Thursday, February 01, 2007

The Irony of the Particular

Once a semester there was a “dies academicus,” when professors from every faculty appeared before the students of the entire university, making possible a genuine experience of “universitas”: The reality that despite our specializations which at times make it difficult to communicate with each other, we made up a whole, working in everything on the basis of a single rationality with its various aspects and sharing responsibility for the right use of reason — this reality became a lived experience.

Pope Benedict XVI
13 September 2006
Regensburg
It is common enough these days to hear the expression "The American Church", or "The American Catholic Church", or "The Church in America", or something along those lines. I've used the expression myself, usually in a pejorative sense, to refer to what I perceive as those quirks of American individualism and laissez faire liberalism that have oozed into the culture of our religion the way sludge sometimes oozes into my basement. There is an irony in all of this, because the word "catholic" comes from a Greek expression, to kath' holou, which means "universal". The expression is found very commonly in philosophical writings to refer to the philosophical notion of a universal, something that can be predicated of more than one thing (for example, in some ways of reckoning things, "blue" represents a universal, because lots of particular things can be called "blue" without entailing that those particular things are identical with the concept of blueness). It came into theological use very early, referring to the Church that is "universal" in the sense of including all particular believers, regardless of where or when they live and move and have their being.

In philosophy (and in theology), the universal is opposed to the particular. If you are a Platonist, you hold that universals cause particulars to be the kinds of things that they are (for example, the universal "blue", or "blueness itself", as Plato would have said, causes all particular blue things to be blue). Particulars depend upon universals on this view, but universals do not depend upon particulars in any way. For this reason, any but a pejorative use of the phrase "the American Church" seems to me to be rather pointless. The emphasis, in my opinion, should always be on the universal, the traditional, the timeless, not on the particular, the experimental, and the ephemeral. This is not to say that there is no place for the particular in theology: there always has been. Since ancient times, the prerogatives of local practices were always taken into account by the Church universal. Indeed, Saint Theophylact notes with approval the fact that Saints Cyril and Methodius worked hard to preserve local particularities while passing on the universal truths of the faith as they spread the faith through the Balkans. The idea that all Churches of the Latin rite should come under a single set of rubrics dates only to the 16th century. When looking back over the last 40 years of liturgical and theological experimentation in "the American Church", however, one begins to get a sense for the incalculable value of the universal and timeless.

There is a certain irony here, it seems to me. American individualists seem to glory in the American Church experience, and they like to think that it is peculiar to their brand of Catholicism. Those old world ways are so, well, old-worldly. And yet to draw such distinctions is not very small-c catholic, it's more particularist in orientation, even when we factor in the enormous diversity of a worldwide, that is to say, small-c catholic, religious experience. The American Church, which tends to see itself as so progressive, so ahead of the curve, so leading-edge, turns out to be, in some ways, the most provincial. In fact, it glories in its provinciality.

Nor does this seem likely to me to change, at least not any time soon. Certainly not in the next two or three years, as our bishops will be falling all over themselves trying to find ways to help out political candidates who oppose them on just about every front except the economic one. It's at times like these that one finds most appealing the idea of a universal church that is not afraid to tell people the truth.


**Task item:**
Would you return the listing that follows exactly, leaving its pictures behind?

BEGIN Dataset entries

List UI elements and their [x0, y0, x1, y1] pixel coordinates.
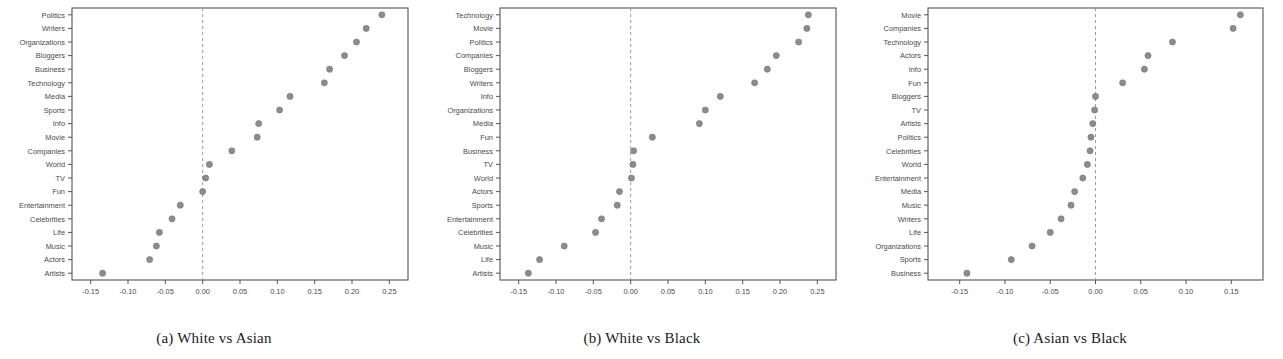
y-axis-label: Actors [44, 255, 65, 264]
x-axis-tick-label: -0.15 [82, 287, 99, 296]
y-axis-label: Writers [898, 215, 922, 224]
data-point [1029, 243, 1035, 249]
data-point [804, 25, 810, 31]
y-axis-label: Organizations [19, 38, 65, 47]
data-point [1145, 53, 1151, 59]
data-point [256, 121, 262, 127]
y-axis-label: Media [901, 187, 922, 196]
panel-caption-a: (a) White vs Asian [0, 330, 428, 347]
x-axis-tick-label: -0.10 [997, 287, 1014, 296]
data-point [773, 53, 779, 59]
x-axis-tick-label: -0.10 [120, 287, 137, 296]
y-axis-label: Politics [470, 38, 494, 47]
y-axis-label: TV [484, 160, 494, 169]
data-point [598, 216, 604, 222]
data-point [1080, 175, 1086, 181]
y-axis-label: Companies [456, 51, 494, 60]
data-point [592, 229, 598, 235]
data-point [1230, 25, 1236, 31]
y-axis-label: Movie [473, 24, 493, 33]
data-point [649, 134, 655, 140]
data-point [169, 216, 175, 222]
data-point [805, 12, 811, 18]
data-point [1092, 93, 1098, 99]
y-axis-label: Sports [900, 255, 922, 264]
x-axis-tick-label: 0.15 [735, 287, 749, 296]
y-axis-label: Info [909, 65, 921, 74]
y-axis-label: Writers [42, 24, 66, 33]
x-axis-tick-label: 0.10 [698, 287, 712, 296]
data-point [1088, 134, 1094, 140]
y-axis-label: Movie [901, 11, 921, 20]
panel-caption-b: (b) White vs Black [428, 330, 856, 347]
x-axis-tick-label: 0.10 [1179, 287, 1193, 296]
data-point [561, 243, 567, 249]
y-axis-label: Actors [900, 51, 921, 60]
data-point [1237, 12, 1243, 18]
data-point [616, 189, 622, 195]
y-axis-label: World [474, 174, 493, 183]
x-axis-tick-label: 0.00 [195, 287, 209, 296]
panel-caption-c: (c) Asian vs Black [856, 330, 1283, 347]
x-axis-tick-label: -0.15 [951, 287, 968, 296]
data-point [206, 161, 212, 167]
y-axis-label: Music [46, 242, 66, 251]
data-point [536, 257, 542, 263]
data-point [1169, 39, 1175, 45]
data-point [1008, 257, 1014, 263]
y-axis-label: Actors [472, 187, 493, 196]
data-point [203, 175, 209, 181]
data-point [1141, 66, 1147, 72]
y-axis-label: Fun [480, 133, 493, 142]
scatter-plot-c: MovieCompaniesTechnologyActorsInfoFunBlo… [856, 0, 1283, 300]
data-point [363, 25, 369, 31]
data-point [1084, 161, 1090, 167]
x-axis-tick-label: -0.05 [157, 287, 174, 296]
data-point [1058, 216, 1064, 222]
data-point [287, 93, 293, 99]
x-axis-tick-label: 0.00 [1088, 287, 1102, 296]
data-point [1120, 80, 1126, 86]
data-point [1047, 229, 1053, 235]
y-axis-label: World [46, 160, 65, 169]
data-point [1072, 189, 1078, 195]
data-point [100, 270, 106, 276]
data-point [796, 39, 802, 45]
x-axis-tick-label: 0.15 [307, 287, 321, 296]
data-point [147, 257, 153, 263]
x-axis-tick-label: 0.25 [382, 287, 396, 296]
data-point [276, 107, 282, 113]
plot-frame [72, 8, 408, 280]
y-axis-label: Life [481, 255, 493, 264]
x-axis-tick-label: 0.20 [773, 287, 787, 296]
scatter-plot-b: TechnologyMoviePoliticsCompaniesBloggers… [428, 0, 856, 300]
y-axis-label: Technology [884, 38, 922, 47]
plot-frame [928, 8, 1263, 280]
data-point [1090, 121, 1096, 127]
data-point [702, 107, 708, 113]
y-axis-label: Movie [45, 133, 65, 142]
x-axis-tick-label: -0.15 [510, 287, 527, 296]
y-axis-label: Politics [898, 133, 922, 142]
y-axis-label: Music [902, 201, 922, 210]
y-axis-label: Entertainment [875, 174, 921, 183]
y-axis-label: Bloggers [36, 51, 65, 60]
y-axis-label: Entertainment [19, 201, 65, 210]
data-point [628, 175, 634, 181]
y-axis-label: TV [912, 106, 922, 115]
x-axis-tick-label: 0.15 [1224, 287, 1238, 296]
y-axis-label: Celebrities [886, 147, 921, 156]
y-axis-label: Media [473, 119, 494, 128]
x-axis-tick-label: 0.25 [810, 287, 824, 296]
y-axis-label: Technology [28, 79, 66, 88]
y-axis-label: Organizations [447, 106, 493, 115]
y-axis-label: Artists [472, 269, 493, 278]
y-axis-label: Entertainment [447, 215, 493, 224]
panel-asian-vs-black: MovieCompaniesTechnologyActorsInfoFunBlo… [856, 0, 1283, 359]
y-axis-label: Business [35, 65, 65, 74]
scatter-plot-a: PoliticsWritersOrganizationsBloggersBusi… [0, 0, 428, 300]
data-point [525, 270, 531, 276]
data-point [1068, 202, 1074, 208]
y-axis-label: Info [53, 119, 65, 128]
y-axis-label: Fun [908, 79, 921, 88]
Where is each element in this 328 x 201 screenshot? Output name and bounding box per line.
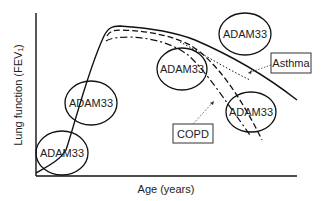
ellipse-plateau-top: ADAM33 <box>219 13 271 55</box>
svg-text:ADAM33: ADAM33 <box>69 97 113 109</box>
svg-text:ADAM33: ADAM33 <box>160 63 204 75</box>
ellipse-decline-start: ADAM33 <box>157 48 207 90</box>
x-axis-label: Age (years) <box>138 183 195 195</box>
ellipse-late-decline: ADAM33 <box>226 92 276 132</box>
ellipse-growth: ADAM33 <box>65 81 117 125</box>
ellipse-early-life: ADAM33 <box>36 131 88 175</box>
lung-function-diagram: ADAM33 ADAM33 ADAM33 ADAM33 ADAM33 Asthm… <box>0 0 328 201</box>
callout-copd: COPD <box>173 101 214 143</box>
svg-text:ADAM33: ADAM33 <box>223 28 267 40</box>
svg-text:COPD: COPD <box>177 128 209 140</box>
svg-text:ADAM33: ADAM33 <box>40 147 84 159</box>
svg-text:Asthma: Asthma <box>272 57 310 69</box>
y-axis-label: Lung function (FEV₁) <box>12 44 24 146</box>
svg-text:ADAM33: ADAM33 <box>229 106 273 118</box>
callout-asthma: Asthma <box>248 53 311 74</box>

END Dataset entries

**Solution to the problem:**
List UI elements and their [x0, y0, x1, y1] pixel coordinates.
y-axis-label: Actors [44, 255, 65, 264]
x-axis-tick-label: -0.15 [82, 287, 99, 296]
y-axis-label: Writers [898, 215, 922, 224]
data-point [1029, 243, 1035, 249]
data-point [804, 25, 810, 31]
y-axis-label: Organizations [19, 38, 65, 47]
data-point [1145, 53, 1151, 59]
data-point [256, 121, 262, 127]
y-axis-label: Media [901, 187, 922, 196]
panel-caption-a: (a) White vs Asian [0, 330, 428, 347]
x-axis-tick-label: -0.10 [997, 287, 1014, 296]
data-point [773, 53, 779, 59]
x-axis-tick-label: -0.10 [120, 287, 137, 296]
y-axis-label: Politics [470, 38, 494, 47]
y-axis-label: TV [484, 160, 494, 169]
data-point [598, 216, 604, 222]
data-point [1080, 175, 1086, 181]
y-axis-label: Companies [456, 51, 494, 60]
data-point [592, 229, 598, 235]
data-point [1230, 25, 1236, 31]
y-axis-label: Movie [473, 24, 493, 33]
data-point [649, 134, 655, 140]
data-point [169, 216, 175, 222]
data-point [805, 12, 811, 18]
data-point [1092, 93, 1098, 99]
y-axis-label: Sports [900, 255, 922, 264]
x-axis-tick-label: 0.15 [735, 287, 749, 296]
y-axis-label: Info [909, 65, 921, 74]
y-axis-label: Writers [42, 24, 66, 33]
x-axis-tick-label: 0.10 [698, 287, 712, 296]
data-point [1088, 134, 1094, 140]
y-axis-label: Movie [901, 11, 921, 20]
panel-caption-b: (b) White vs Black [428, 330, 856, 347]
x-axis-tick-label: 0.10 [1179, 287, 1193, 296]
data-point [561, 243, 567, 249]
y-axis-label: Actors [900, 51, 921, 60]
data-point [1237, 12, 1243, 18]
data-point [616, 189, 622, 195]
y-axis-label: World [474, 174, 493, 183]
x-axis-tick-label: 0.00 [195, 287, 209, 296]
panel-caption-c: (c) Asian vs Black [856, 330, 1283, 347]
x-axis-tick-label: -0.15 [951, 287, 968, 296]
data-point [206, 161, 212, 167]
y-axis-label: Music [46, 242, 66, 251]
data-point [536, 257, 542, 263]
data-point [1169, 39, 1175, 45]
data-point [1008, 257, 1014, 263]
y-axis-label: Actors [472, 187, 493, 196]
data-point [203, 175, 209, 181]
data-point [1141, 66, 1147, 72]
y-axis-label: Fun [480, 133, 493, 142]
scatter-plot-c: MovieCompaniesTechnologyActorsInfoFunBlo… [856, 0, 1283, 300]
data-point [363, 25, 369, 31]
data-point [1084, 161, 1090, 167]
x-axis-tick-label: -0.05 [157, 287, 174, 296]
data-point [1058, 216, 1064, 222]
data-point [287, 93, 293, 99]
x-axis-tick-label: 0.00 [1088, 287, 1102, 296]
data-point [1120, 80, 1126, 86]
data-point [1047, 229, 1053, 235]
y-axis-label: World [46, 160, 65, 169]
data-point [1072, 189, 1078, 195]
data-point [100, 270, 106, 276]
data-point [796, 39, 802, 45]
x-axis-tick-label: 0.15 [307, 287, 321, 296]
data-point [147, 257, 153, 263]
x-axis-tick-label: 0.25 [382, 287, 396, 296]
data-point [276, 107, 282, 113]
plot-frame [72, 8, 408, 280]
y-axis-label: Life [481, 255, 493, 264]
x-axis-tick-label: 0.20 [773, 287, 787, 296]
scatter-plot-b: TechnologyMoviePoliticsCompaniesBloggers… [428, 0, 856, 300]
y-axis-label: Technology [884, 38, 922, 47]
plot-frame [928, 8, 1263, 280]
data-point [1090, 121, 1096, 127]
data-point [702, 107, 708, 113]
y-axis-label: Movie [45, 133, 65, 142]
x-axis-tick-label: -0.15 [510, 287, 527, 296]
y-axis-label: Politics [898, 133, 922, 142]
y-axis-label: Music [902, 201, 922, 210]
y-axis-label: Entertainment [875, 174, 921, 183]
y-axis-label: Bloggers [36, 51, 65, 60]
y-axis-label: Entertainment [19, 201, 65, 210]
data-point [628, 175, 634, 181]
y-axis-label: TV [912, 106, 922, 115]
x-axis-tick-label: 0.15 [1224, 287, 1238, 296]
y-axis-label: Celebrities [886, 147, 921, 156]
y-axis-label: Media [473, 119, 494, 128]
x-axis-tick-label: 0.25 [810, 287, 824, 296]
y-axis-label: Technology [28, 79, 66, 88]
y-axis-label: Organizations [447, 106, 493, 115]
y-axis-label: Artists [472, 269, 493, 278]
y-axis-label: Entertainment [447, 215, 493, 224]
panel-asian-vs-black: MovieCompaniesTechnologyActorsInfoFunBlo… [856, 0, 1283, 359]
y-axis-label: Business [35, 65, 65, 74]
scatter-plot-a: PoliticsWritersOrganizationsBloggersBusi… [0, 0, 428, 300]
data-point [525, 270, 531, 276]
data-point [1068, 202, 1074, 208]
y-axis-label: Info [53, 119, 65, 128]
y-axis-label: Fun [908, 79, 921, 88]
Where is each element in this 328 x 201 screenshot? Output name and bounding box per line.
ellipse-plateau-top: ADAM33 <box>219 13 271 55</box>
svg-text:ADAM33: ADAM33 <box>69 97 113 109</box>
svg-text:ADAM33: ADAM33 <box>160 63 204 75</box>
ellipse-decline-start: ADAM33 <box>157 48 207 90</box>
x-axis-label: Age (years) <box>138 183 195 195</box>
ellipse-late-decline: ADAM33 <box>226 92 276 132</box>
ellipse-growth: ADAM33 <box>65 81 117 125</box>
ellipse-early-life: ADAM33 <box>36 131 88 175</box>
lung-function-diagram: ADAM33 ADAM33 ADAM33 ADAM33 ADAM33 Asthm… <box>0 0 328 201</box>
callout-copd: COPD <box>173 101 214 143</box>
svg-text:ADAM33: ADAM33 <box>223 28 267 40</box>
svg-text:COPD: COPD <box>177 128 209 140</box>
svg-text:ADAM33: ADAM33 <box>40 147 84 159</box>
svg-text:Asthma: Asthma <box>272 57 310 69</box>
y-axis-label: Lung function (FEV₁) <box>12 44 24 146</box>
svg-text:ADAM33: ADAM33 <box>229 106 273 118</box>
callout-asthma: Asthma <box>248 53 311 74</box>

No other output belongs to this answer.